Tiles with Roman imperial mark found at Carlisle

Tiles stamped with the imperial mark have been discovered at the Roman bathhouse on the grounds of the Carlisle Cricket Club in Stanwix, a suburb of Carlisle. Roman tile manufacturers put their brand on their products as a matter of course, and many surviving tiles bear their makers’ marks, but the IMP stamp is extremely rare. An usually large number of them — about a dozen — have been unearthed at this site.  The high concentration of IMP tiles suggest they were being manufactured there.

Lead archaeologist Frank Giecco:

“This is the imperial court stamping the tile. There have been a handful found in Carlisle at random places. We have probably got a dozen now from this site and it looks like this is where they are coming from.

It’s not a legion or anyone else – this is the signature of the Emperor. It’s been built by the imperial machine and it’s a connection.

The remains of the bathhouse were first discovered in 2017 during an archaeological survey at the proposed site of the club’s new pavilion. The expectation was they’d find a few scattered objects among the fill, but instead archaeologists landed upon entire rooms from a bathhouse complete with walls, painted plasterwork, intact floors, tile stacks for the hypocaust system, lengths of terracotta water pipes and a varied assortment of small artifacts like hair pins, coins and arrowheads.

It was a deluxe facility in the hinterlands of the northern border, and not meant for private citizens to take their ease, but rather to serve the men of the Ala Petriana, an elite cavalry regiment famed for its valor on the field that was stationed at Uxelodunum, the largest fort on Hadrian’s Wall.

Uxelodunum is modern Stanwix, today absorbed into the town of Carlisle which at that time was the Romano-British town of Luguvalio. The Romans had built a fort in the town earlier (ca. 72-3 A.D.) and when Emperor Hadrian ordered construction of the wall that would bear his name, the old Luguvalio fort was integrated into it, linking the town to the shiny new fort with all the amenities at Uxelodunum.

A carved sandstone slab inscribed with a tribute to Julia Domna, wife of Septimius Severus and mother of Caracalla. Both emperors personally led military campaigns in Britain, and Septimius actually died in York, 40 miles south of Carlisle, in 211. Between the inscription and the IMP tiles, it seems Uxelodunum had a direct link to the ruling family.

Giecco again:

“I can’t say that Septimus Severus ever set foot in Carlisle. Who knows.

“All we can say is that we have got a huge monumental building that has been built in Carlisle. The Emperor was in Britain at that time, we’ve got an inscription from his wife in the building and we have got his personal workshop-stamped tiles coming from the building.

“The evidence is building up that there is something really special going on here.”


Exercise objective -> All lines of the records below that contain the word "label" must be listed.

=== Task input ===

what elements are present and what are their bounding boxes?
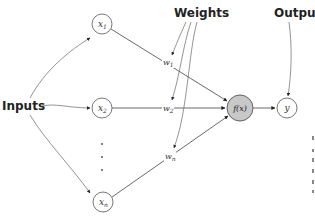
cropped-text-fragment [312,136,314,193]
input-arrow-x1 [30,38,90,98]
weight-w1: w1 [162,56,174,68]
inputs-label: Inputs [2,99,45,113]
weights-label: Weights [174,6,229,20]
svg-text:f(x): f(x) [232,104,247,113]
output-node: y [277,98,297,118]
output-label: Output [274,6,315,20]
input-node-x2: x2 [92,98,112,118]
weight-w2: w2 [162,102,174,114]
perceptron-diagram: Inputs x1 x2 xn w1 w2 wn Weights [0,0,315,216]
output-arrow [288,22,291,96]
input-arrow-xn [30,115,90,193]
input-node-x1: x1 [92,14,112,34]
ellipsis-dots [101,143,103,171]
function-node: f(x) [227,95,253,121]
svg-text:y: y [283,103,290,113]
input-arrow-x2 [42,105,90,108]
diagram-svg: Inputs x1 x2 xn w1 w2 wn Weights [0,0,315,216]
weights-arrow-w2 [172,22,191,100]
weight-wn: wn [164,150,176,162]
input-node-xn: xn [93,192,113,212]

===

Response to the task ->
inputs-label: Inputs [2,99,45,113]
weights-label: Weights [174,6,229,20]
output-label: Output [274,6,315,20]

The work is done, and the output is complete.